Archbishop of Canterbury Rowan Williams recently toured Sudan and spoke against what he sees as a terrible abuse of human rights. One might have thought he was referring to the Sudanese government's ethnic cleansing campaign against the people of Darfur in western Sudan. But no:
The Archbishop of Canterbury, Dr Rowan Williams, has launched a scathing attack on Guantanamo Bay, condemning the US prison camp as an "extraordinary legal anomaly".Speaking during an eight-day visit to Sudan, Dr Williams said yesterday that detaining people indefinitely when they had not been convicted, and denying them proper legal rights, set a dangerous precedent.
The archbishop said: "Any message given, that any state can just over-ride some of the basic habeas corpus-type provisions, is going to be very welcome to tyrants elsewhere in the world, now and in the future. What, in 10 years' time, are people going to be able to say about a system that tolerates this?"

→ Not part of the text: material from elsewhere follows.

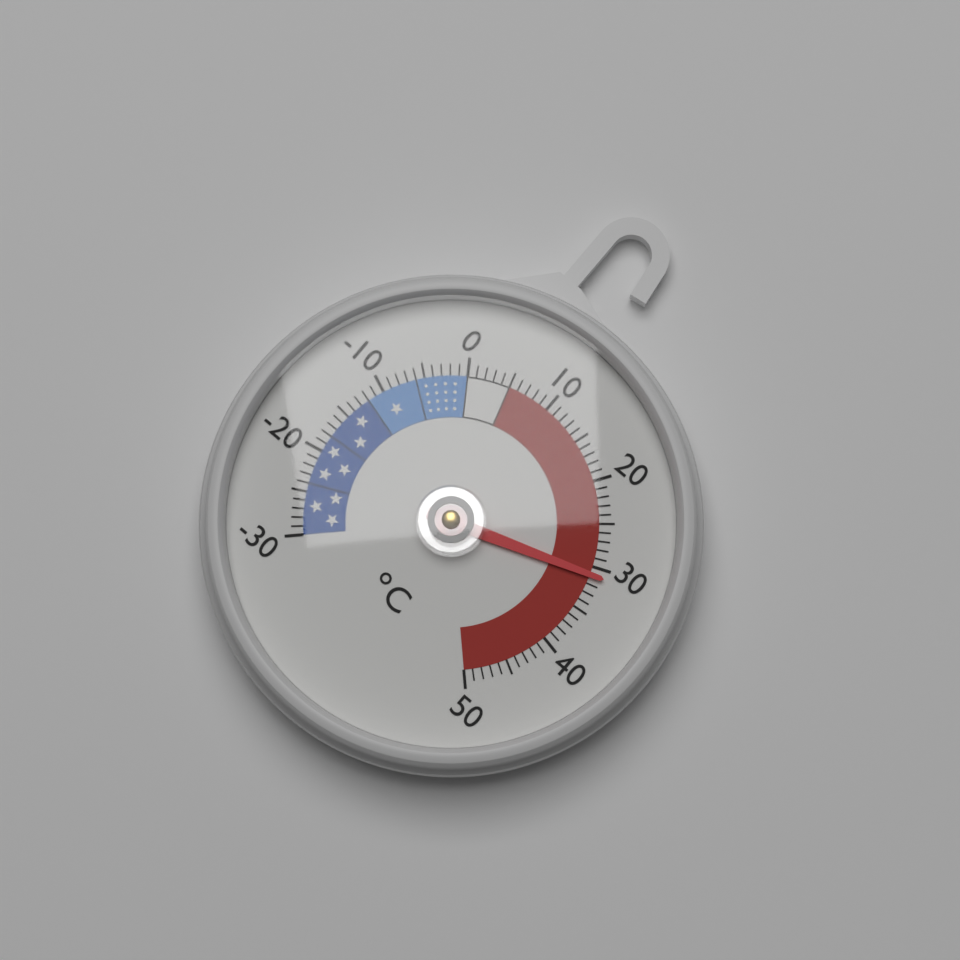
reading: 31 °C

One wonders if Abp Williams has his foreign policy priorities straight. Guantanamo Bay holds 500 prisoners. In Darfur, however, 300,000 people have been killed; another two million forced to flee their homes for refugee camps; militias backed by the Sudanese government employ rape and other atrocities as weapons of war; famine continues to threaten those who remain. But those abuses of human rights were not worth mentioning.
When the Archbishop of Canterbury, Dr Rowan Williams, was touring Sudan, he could not have failed to see rows of attack helicopters bristling with rockets and cannon lined up beside the runway of almost every airport. These Russian-supplied gunships are helping lay waste to Darfur, where Sudan's regime is waging a war against its own people.Yet anyone following the Archbishop's public statements in Sudan would never have guessed that this conflict - one of the world's bloodiest - was raging barely a few hundred miles away. The only human rights abuses that appeared to worry Dr Williams were those taking place on the far side of the world in Guantanamo Bay.
Referring to Guantanamo, Abp Williams said, "What, in 10 years' time, are people going to be able to say about a system that tolerates this?" Some may be wondering—now—why Abp Williams did not speak out against mass murder when he was face-to-face with the perpetrators?